Sacred Hearts To Space: Mission Pau

Sacred Hearts Academy students successfully linked students from an Inuit school in Quebec Dec. 5 with astronaut Dan Burbank at the International Space Station. The East Oahu 'earth' team includes (from left) senior Brittany Villoria, radio club adviser Nancy Rocheleau, electronics engineer Dick Flagg and senior Tiffany Shigeoka. Photo from Hayley Mattson-Mathes.

Sacred Hearts Academy students are taking telecommunication way beyond text messaging. They’ve become a portal for communication linking students around the world with NASA’s International Space Station that hovers above our atmosphere.

Contact was made at 8 a.m. Dec. 5 through the NASA Amateur Radio Ground Station at the Kaimuki girls school as the ISS flew above Hawaii. The signal was then telebridged to students at Nuvviti School, located in Quebec, Canada, where students were able to ask astronaut Dan Burbank about life in space and living aboard a space station.
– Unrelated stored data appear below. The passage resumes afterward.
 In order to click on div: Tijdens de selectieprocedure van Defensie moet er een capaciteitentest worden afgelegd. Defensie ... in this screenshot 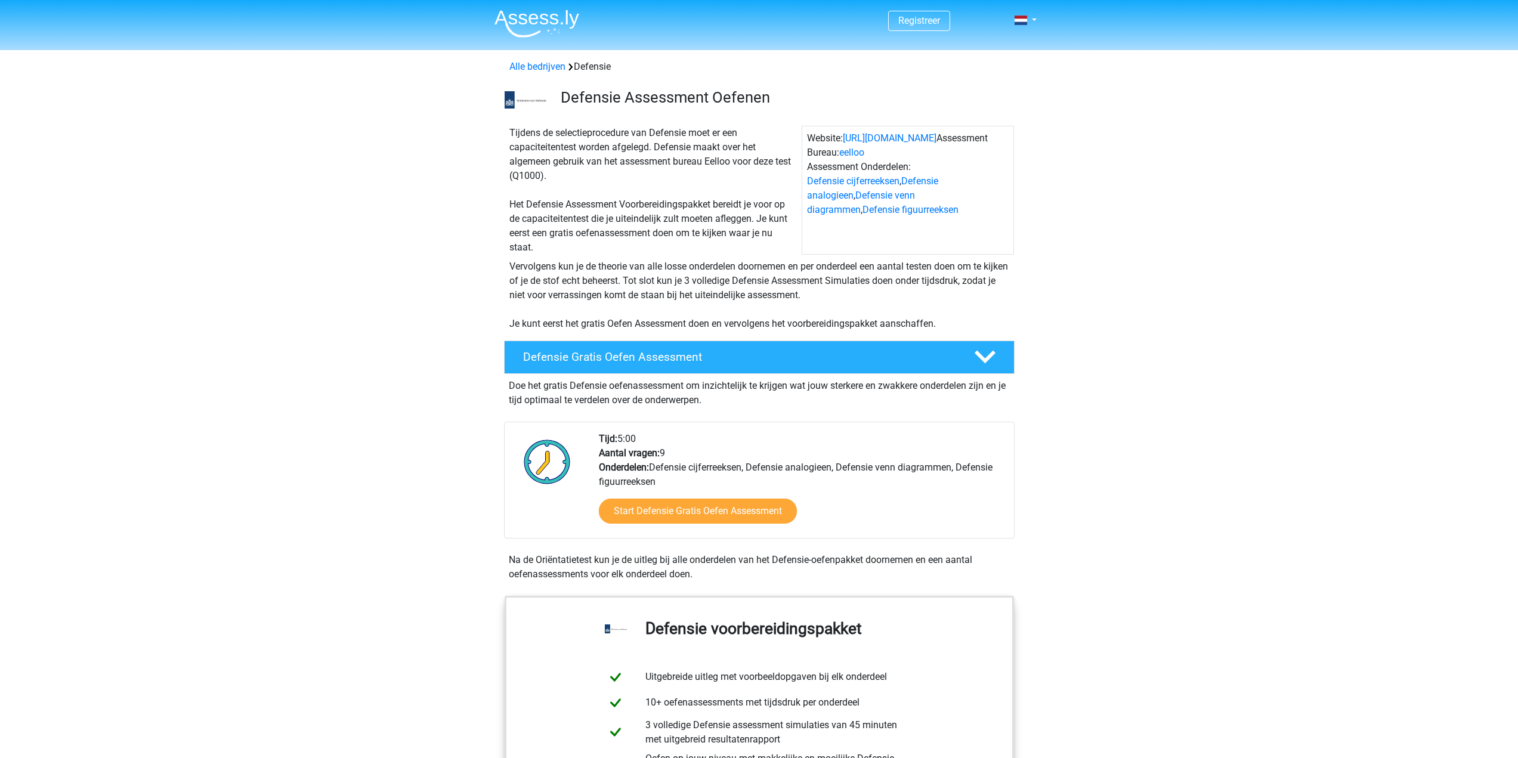, I will do `click(653, 190)`.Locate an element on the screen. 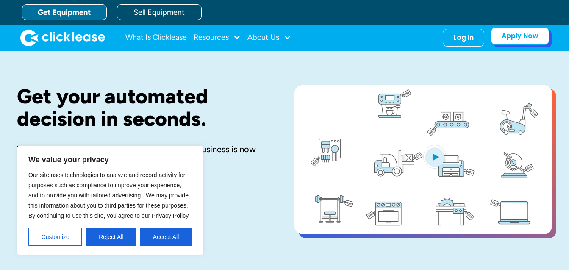 The image size is (569, 272). button: Customize is located at coordinates (55, 237).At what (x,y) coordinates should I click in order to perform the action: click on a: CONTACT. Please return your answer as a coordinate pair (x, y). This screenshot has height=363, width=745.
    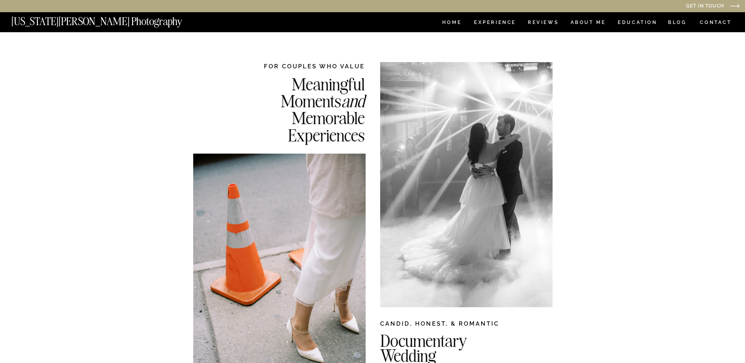
    Looking at the image, I should click on (716, 22).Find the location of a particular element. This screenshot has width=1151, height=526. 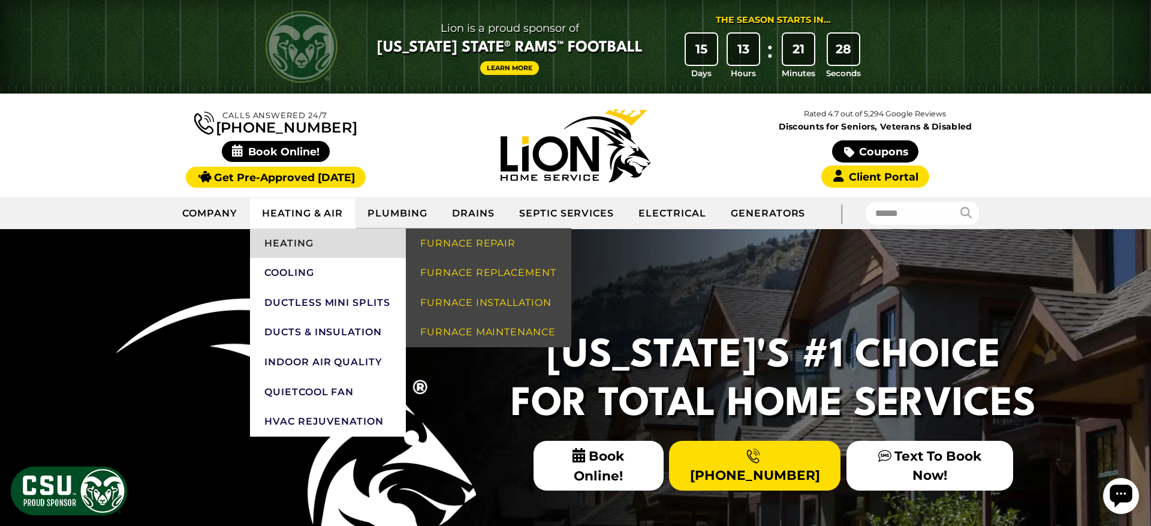

a: Heating is located at coordinates (328, 243).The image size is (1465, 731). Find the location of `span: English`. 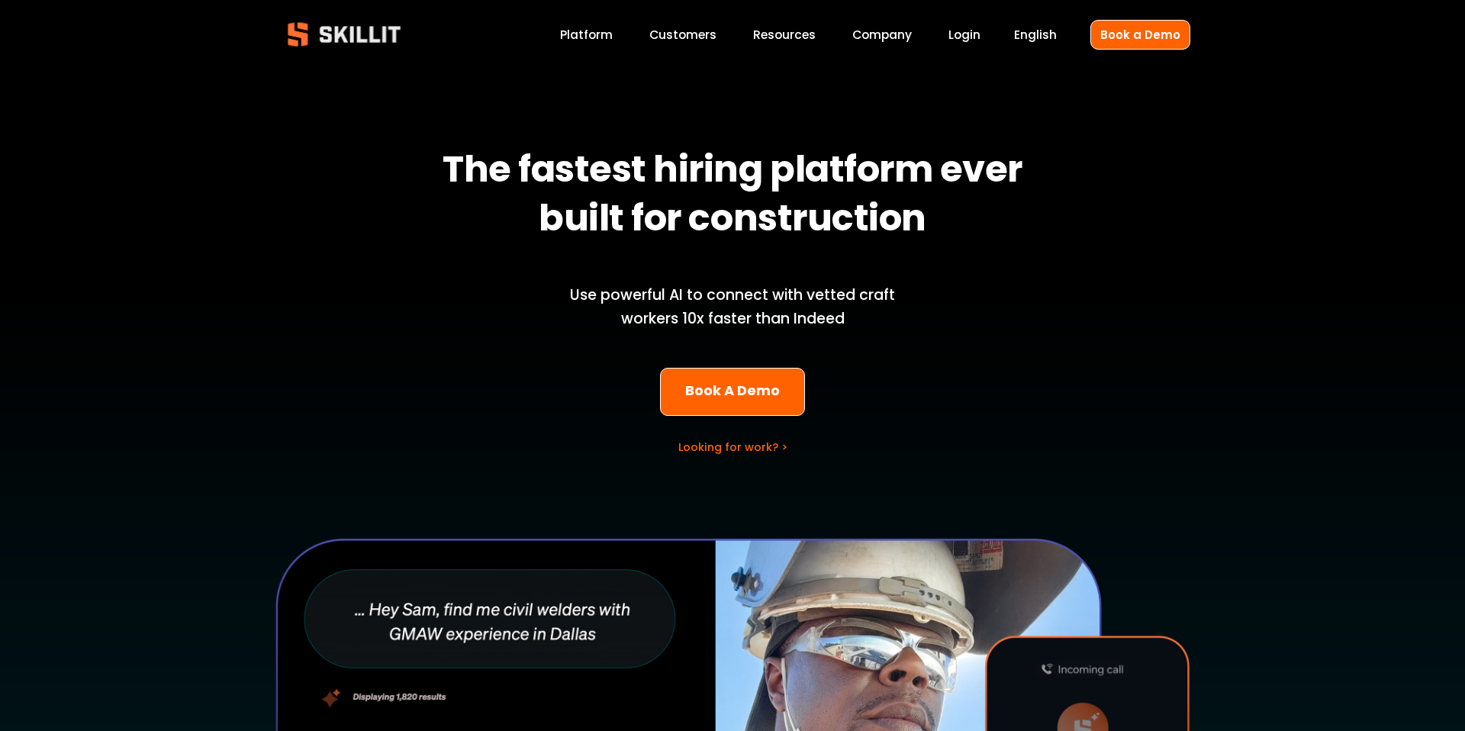

span: English is located at coordinates (1035, 34).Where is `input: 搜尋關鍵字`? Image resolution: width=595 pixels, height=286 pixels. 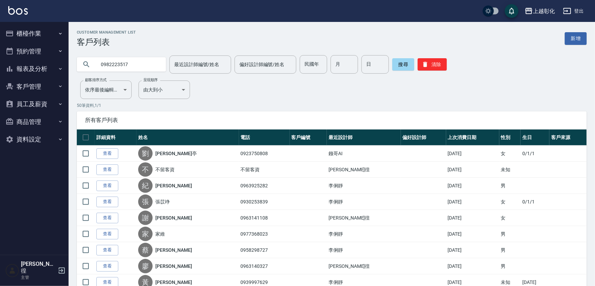 input: 搜尋關鍵字 is located at coordinates (128, 64).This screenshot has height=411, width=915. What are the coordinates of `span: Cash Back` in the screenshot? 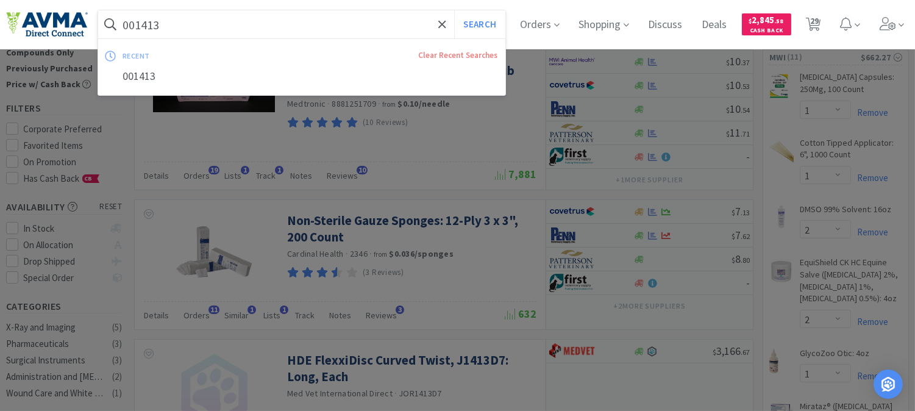 It's located at (766, 31).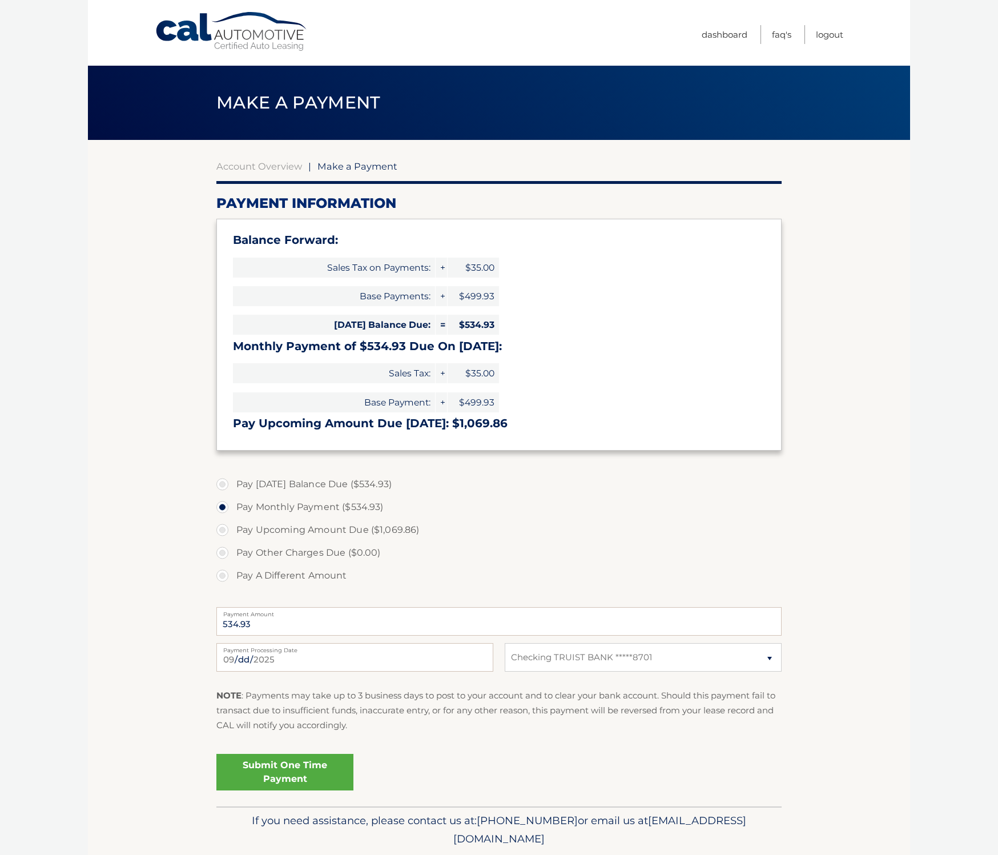 The height and width of the screenshot is (855, 998). I want to click on a: FAQ's, so click(782, 34).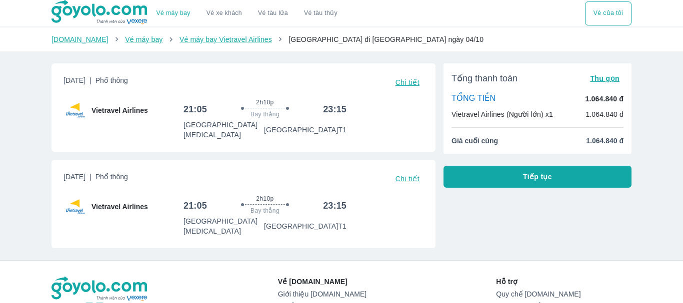 Image resolution: width=683 pixels, height=303 pixels. Describe the element at coordinates (604, 78) in the screenshot. I see `span: Thu gọn` at that location.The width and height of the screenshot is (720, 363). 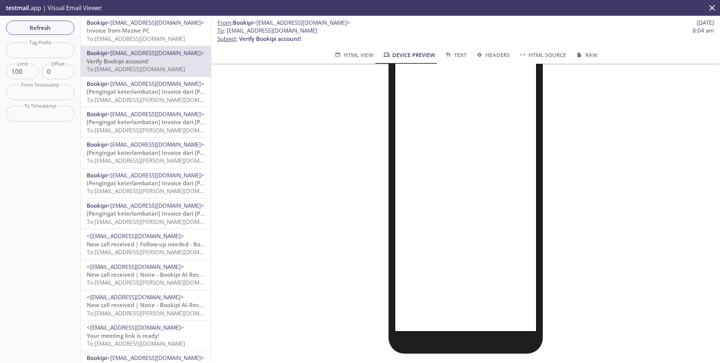 What do you see at coordinates (542, 55) in the screenshot?
I see `span: HTML Source` at bounding box center [542, 55].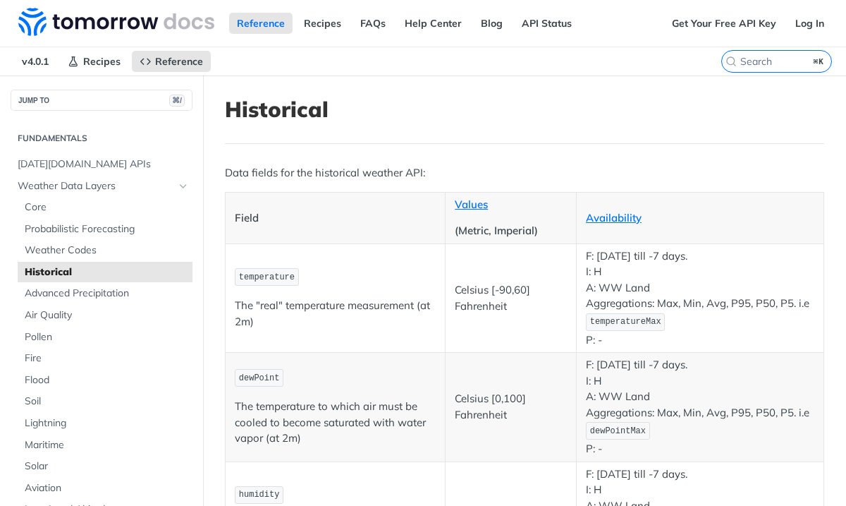 This screenshot has width=846, height=506. I want to click on a: Blog, so click(492, 23). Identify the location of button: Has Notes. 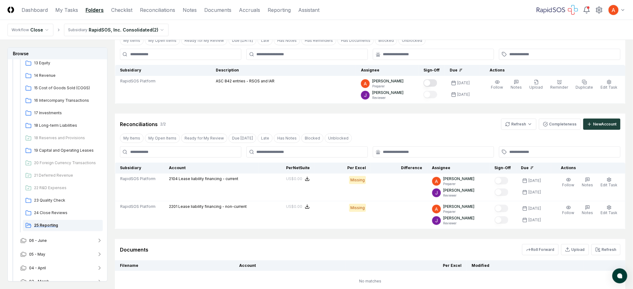
(287, 41). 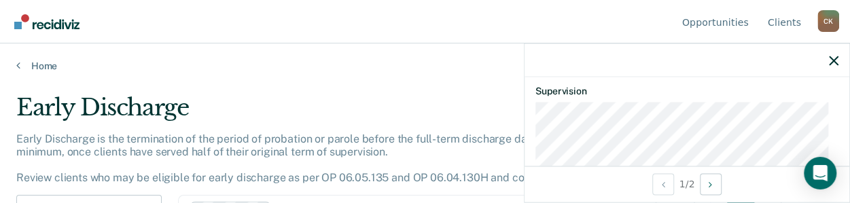 I want to click on div: Open Intercom Messenger, so click(x=820, y=173).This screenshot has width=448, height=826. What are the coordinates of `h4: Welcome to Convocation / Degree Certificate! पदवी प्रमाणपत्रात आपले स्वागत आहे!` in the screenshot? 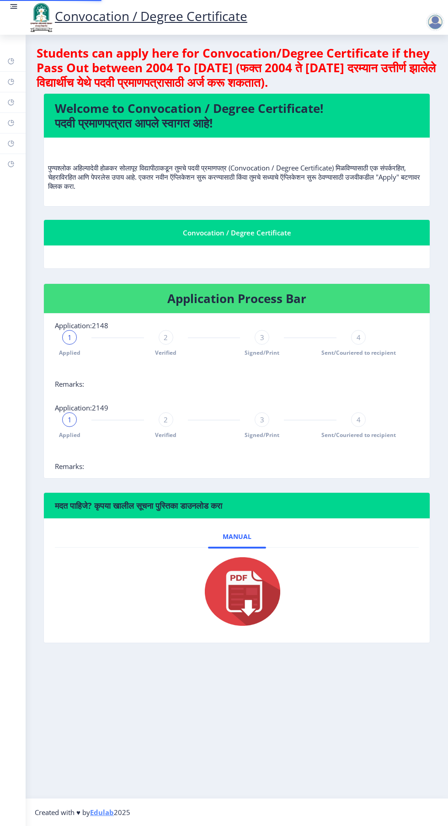 It's located at (237, 116).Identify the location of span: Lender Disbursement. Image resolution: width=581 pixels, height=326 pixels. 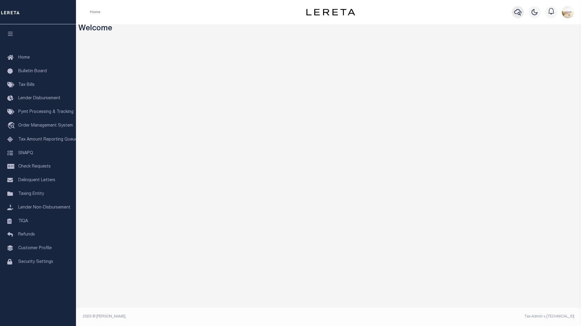
(39, 98).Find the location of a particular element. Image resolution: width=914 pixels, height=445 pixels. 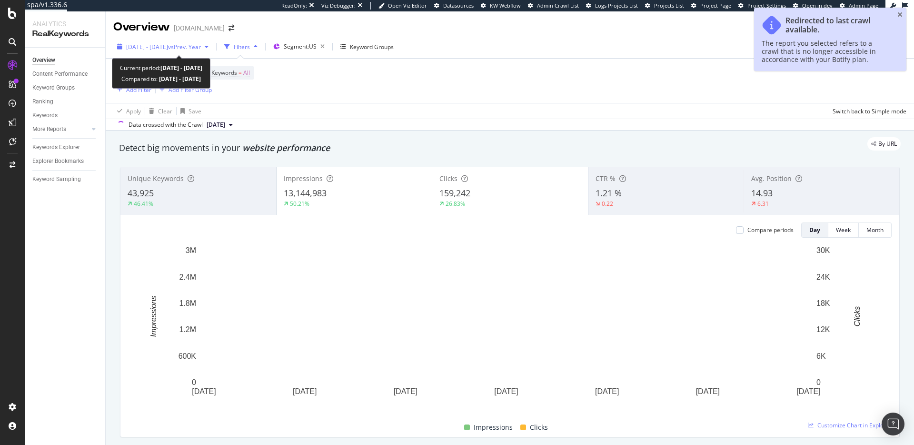

span: Projects List is located at coordinates (669, 5).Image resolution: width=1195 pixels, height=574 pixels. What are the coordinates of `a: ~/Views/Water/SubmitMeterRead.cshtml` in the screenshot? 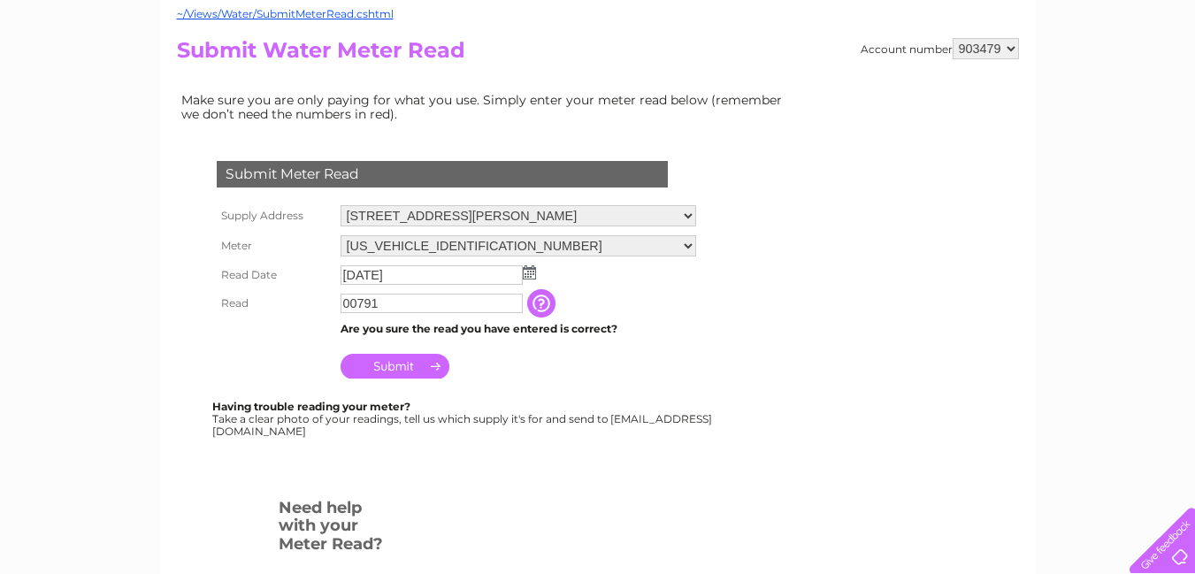 It's located at (285, 13).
Sacred Hearts’ radio club adviser Nancy Rocheleau helped coordinate the school’s first conversation with a space station in 1994. She and electronics engineer Dick Flagg (a veteran of radio astronomy, missile and satellite tracking) established the radio station, which is one of only 11 worldwide. Since then the academy has participated in more than 111 contacts, helping connect the public and students to space station astronauts from Canada to India.